Ashlee Young Piano Studio

Most piano players are trying to frost cake batter.

Let me explain.

I want you to imagine that you have a beautifully baked layered cake with 4 layers.

The bottom layer is accuracy, then rhythm, fingering, and notes.

How beautiful it is…

Just waiting to be decorated with frosting, sprinkles, and perhaps some edible flowers.

But now, I want you to think back to how that cake started…

As messy cake batter in a bowl.

And I want you to imagine trying to frost a bowl of cake batter.

It would be a total disaster, yeah?

And this is unfortunately what most piano players are doing.

You see, the frosting on the cake is tempo.

And most piano players are trying to play their pieces up to tempo before the cake is even baked.

(which is why they stay stuck for years).

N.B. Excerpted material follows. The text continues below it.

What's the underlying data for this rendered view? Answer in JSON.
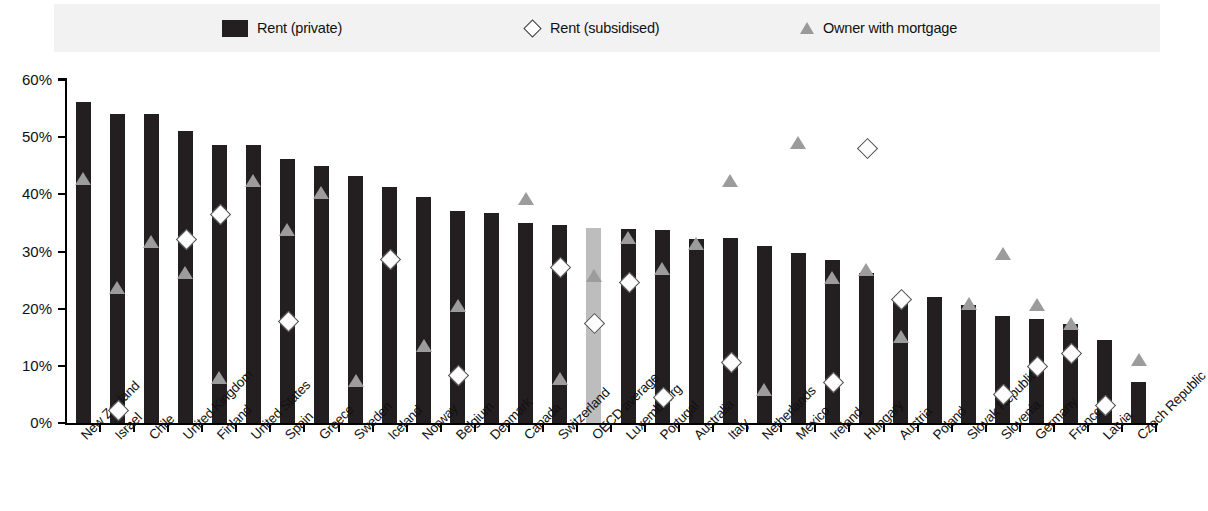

In other words, they’re trying to frost cake batter.

I know this, because I used to do it myself.

For years, I’d push my pieces up to speed before they were ready…

…and every time, my hands would fall apart, I’d pause constantly, and I thought I just wasn’t good enough.

I was just trying to frost cake batter.

But here's the truth:

👉 Speed is the byproduct of accurate practice…

...not the other way around.

You have to bake the cake before you can frost it.

When you do, everything changes:

What used to take you 10 hours of frustrated practice can shrink to 10 minutes of focused practice.

So this is your reminder:

Take your time, focus on accuracy, and I promise you: tempo will come.

And if you want the exact step-by-step system I mastered after $100,000 and two performance degrees, comment TEMPO below.

It’s your shortcut to reaching performance tempo with ANY piece, without ever losing control, no matter how tricky the piece feels right now (for waaaaaay less than $100,000 😉).